If it seems like a joke to you at first read, you are in good company. As a few of us walked to Thursday night’s lecture (on the Filioque, given by our own Dr. Alan Fimister), one of the students remarked that we were now pasturing sheep at the ITI. Trying to avoid being “the gullible one,” most chose to assume it was a joke where we didn’t quite get the punchline, and thus quietly and courteously laughed the comment into silence.
As we have learned, however, since receiving the e-mail announcement this morning notifying us of our new visitors, it is a fairly common practice for owners of sheep to lend them out for a mutually beneficial temporary situation, where the sheep have plentiful greenery to eat, and large gardens get their necessary–and otherwise laborious–trimming.
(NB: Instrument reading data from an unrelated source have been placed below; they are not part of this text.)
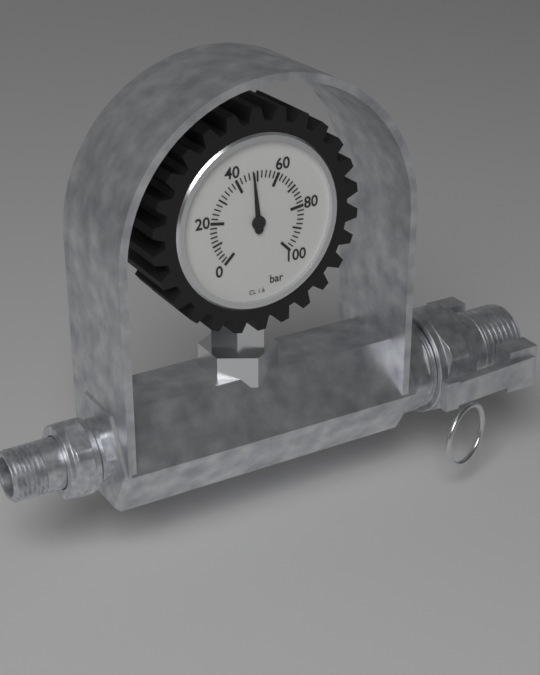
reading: 48 bar
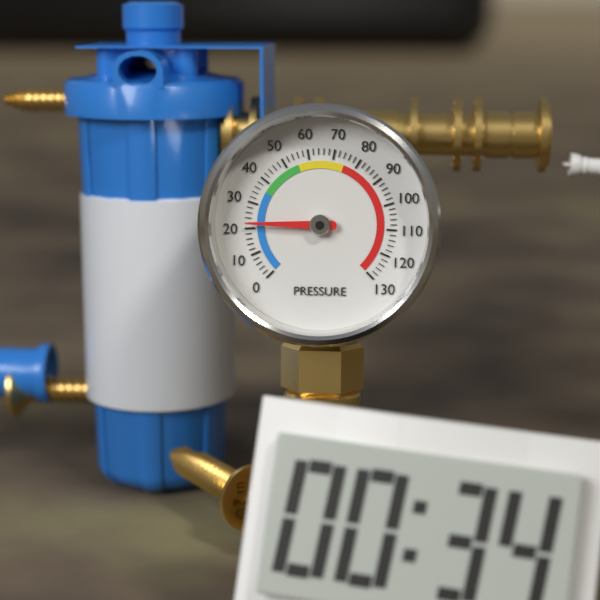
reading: 22 (no unit)
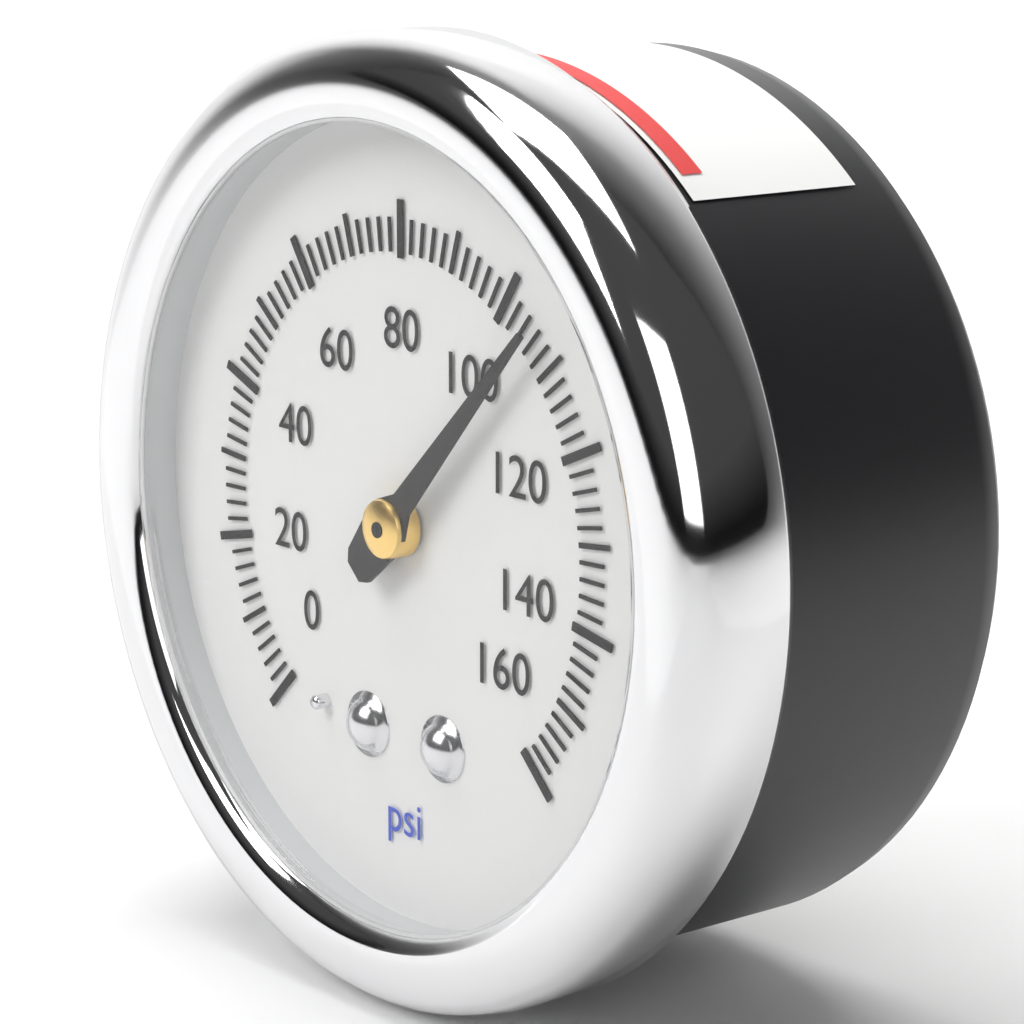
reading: 106 psi
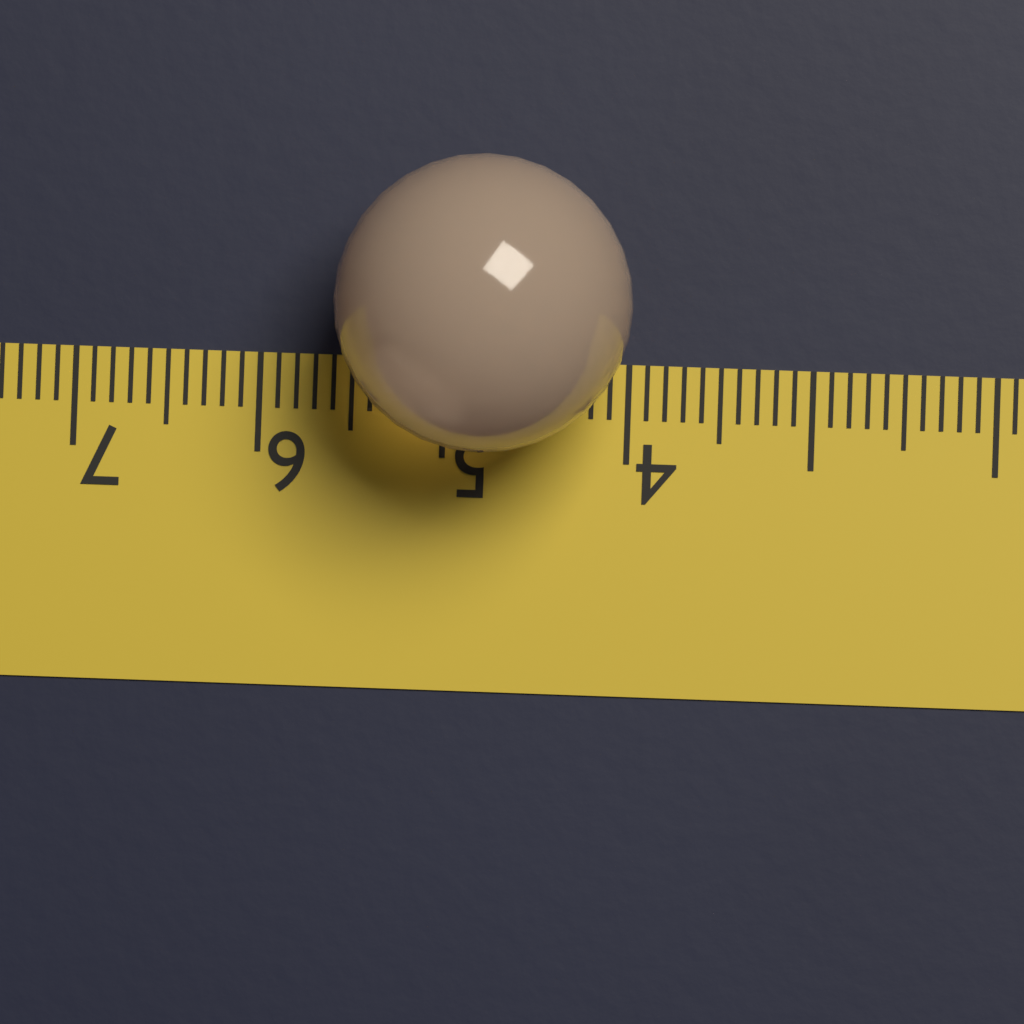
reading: 5.6 (no unit)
Our wise gardeners sought to take advantage of this practice.
So, behind our fairytale castle, in our beautiful orchard, a small herd of sheep and goats can be seen grazing at any time of the day for the next few weeks. They have found special favour with all of the ITI’s children–who spent the better part of the late afternoon inspecting and petting the curious and contented creatures.
It is true that the small things bring much joy, and, for that reason, it seems the sheep will benefit more than the garden. This is simply one more way God seems to be inviting us all to look anew at the world, with the eyes and heart of a child, fascinated and delighted at both his creation and the humorous and quaint oddity of sheep in a university’s backyard.
(Although, I must say, they are certainly doing an excellent practical job of being hungry and responding to this need accordingly, to the benefit of our grounds—there is a lot of top-notch grazing going on in our little pasture! We are already so proud of them..).